From September 3-8, APC people descended on Pruhonice, a small town just outside Prague for the annual board and management meeting. While the first focused on APC governance issues, the management part of the meeting got under way with a warm-up training.
Rob Purdie from iMPORTANT PROJECTS a micro-company he started out of London last year joined the APC folk from as far as Cambodia, the USA and South Africa for two very specific reasons: explain the different project management concepts out there, and apply some of them to APC’s reality.
Consultant and trainer in project management “for social mission organisations”, Purdie made it to Prague after navigating the waters with Greenpeace, Amnesty and other high-profile advocacy groups.
Looking at projects, one phase at a time
The ice-breaker was soon to come. “What’s tough,” as Riff Fullan of civil society organisation Bellanet –currently advising the APC Strategic Uses & Capacity Building programme- put it, “is how to manage communications on projects involving multiple organisations, processes and tools.”
Purdie took on the challenge, demystifying the project phases: initiation; planning; executing; monitoring and evaluation; and closing. “Work needs to be planned, executed and controlled since work is being performed by people and is constrained by limited resources,” he argued.
One aspect of the training that really helped the 20 APCers to grasp how to approach project management was plain definitions. Purdie insisted on something that might seem obvious, but actually gets you started. He differentiated between operations which are ongoing in nature and don’t have an end date and projects. “A project is work undertaken to achieve an objective and to terminate it,” underlined Purdie.
APC manager Willie Currie agreed but raised concern regarding the extent to which planning can be done. “This more ‘command-and-control’ approach during the planning phase is in conflict with the more networked approach of a process such as advocacy,” he said, giving the example of policy advocacy work in Africa that cannot be entirely planned out. “There are unpredictables,” he continued. “It’s true,” argued APC WNSP manager, Chat Ramillo, “but at the same time, we still need to plan out projects to give direction and scope to our enterprises.”
In the APC context, a project team often performs that ‘work’ Purdie refers to. This work involves competing demands for scope, time and cost; stakeholders with differing needs and expectations; and identifying requirements, as could be learned.
“Project management is all about providing a base from which to prioritise what’s important to your project, once in the field,” explained Purdie. To make that crystal clear, he drew a triangle on a flipchart. Every side of the triangle is a constraint and the baseline of any project: time, cost and scope. “After a while, it’s good to play with the length of the sides. That’s called monitoring. Costs can increase, the scope as well, the time frame as well.” An easy tool, that might help you get your priorities right.
Project management tools
A useful section of the training was also spend tools used to assist the managing of projects. Insisting on the distinction between task management (ie. BaseCamp) and project management software (ie. the proprietary MS Project) he successfully addressed subsequent questions relating to APC’s current drive to streamline project management internally.

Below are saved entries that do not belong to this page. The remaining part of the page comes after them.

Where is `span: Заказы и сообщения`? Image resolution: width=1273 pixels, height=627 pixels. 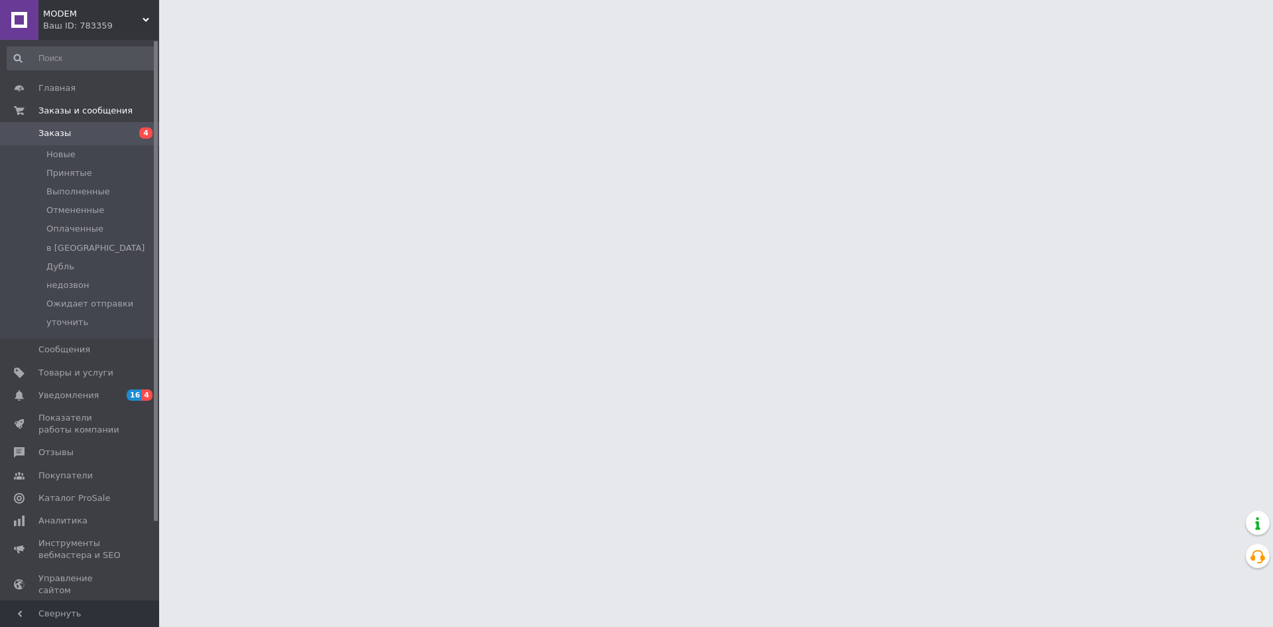 span: Заказы и сообщения is located at coordinates (86, 111).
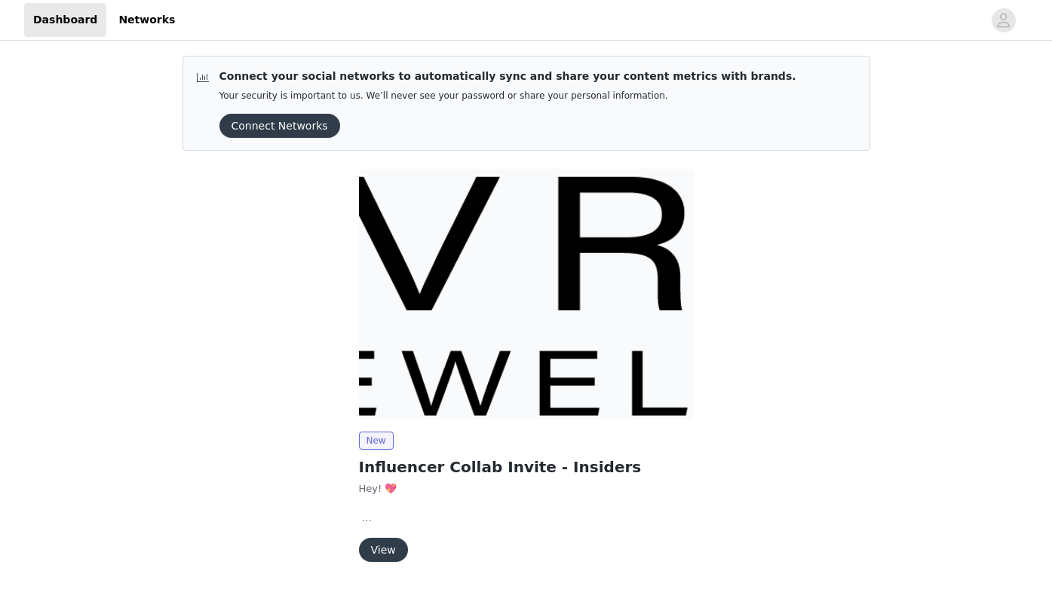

“The project management training was a wonderful means for us to start imagining how we will use the project management space,” said APC executive director Anriette Esterhuysen, referring to the content management system (CMS) that is being developed by APC to ensure proper planning, follow-up and execution of APC and its members’ projects. This new modus operandi on the web is particularly important for a network organisation like APC, with people working in different time-zones and contexts.
The Plone-powered CMS is believed to render event planning, access to financial information and joint proposal writing simpler and more responsive to APC’s growing needs. The project management space will be made available to APC’s 44 members to use in early 2007. The intention is to release it back to the wider open source community.
This innovation comes at a time where APC is multiplying it’s wireless training projects, expanding the application of the Gender Evaluation Methodology –developed by APC WNSP- and put more accent on West and Central Africa ICT policy.
Photo: APC staff member Anna Feldman, executive director Anriette Esterhuysen, board member Andrew Garton and manager Karen Banks during the project management training in Pruhonice. Credit: Rob Purdie.